Troop deployments are shown at the regiment level, typically a few hundred men. If exact troop location is not known because of movement, it is interpolated between known prior and post locations and the source document is cited as "interpolated". In the future, such locations will be made precise when verified from original source documents. At present, each displayed march route follows a modern road. That is often precise because many old roads, especially ridgeline roads, are still being used today. Where they deviate, the nearest modern road approximates the old road. So this electronic map does not prove troop presence at every displayed location. If you require precision, click on the flag marker and access the cited source document.

Eastern Standard Time

At present, each troop deployment is precise to within a day. Hour-by-hour precision, if known, will be added later. For this electronic timeline to work consistently, Eastern Standard Time is used. At the time of the American Revolution, people estimated the time of day relative to local noon, when the sun was highest in the sky. Today, that time system is best approximated by Eastern Standard Time. Thus, all time references have the EST suffix. If you omit this suffix from a summertime date, Daylight Savings Time will be automatically applied, and that can result in well-known events occurring during the previous day.

Implementation, Limitations

At present, this electronic timeline covers the time period between 16 May 1780 and 27 November 1780. That includes all scenarios in the Start Scenario drop-down list. On a few days, there were as many as twenty simultaneous deployments. This interactive map helps explain these simultaneous American and British troop deployments. Although you can display some troop deployments before and after this time period, they are not yet fully represented.

Sources

Click on an icon to identify the source document. Wherever known, an original source is cited. Click on link to directly read original reference.

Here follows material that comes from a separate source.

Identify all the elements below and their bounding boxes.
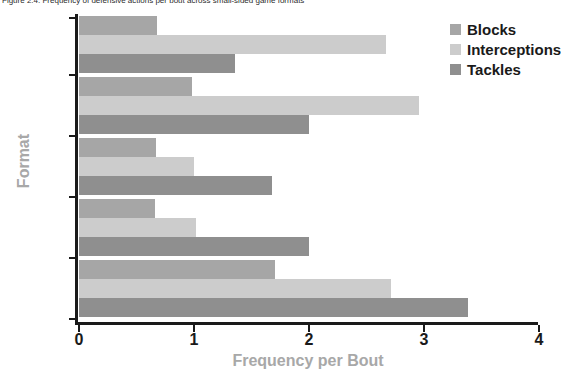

Some timeline information was first written in: An Application for a South Carolina Historical Marker Commemorating Colonel Thomas Sumter’s Clems Branch Camp, June–July 1780, Where did Cornwallis's Army invade North Carolina?, Lincoln County Men at Kings Mountain and Camp New Providence.

Acknowledgements

Questions, Comments, Voluntary Submissions

Please address questions, corrections, omissions, and comments to Bill Anderson at . If you offer new information, please include, as applicable: time span, (latitude,longitude) or a precise written location, and original source document with page number. Thanks in advance.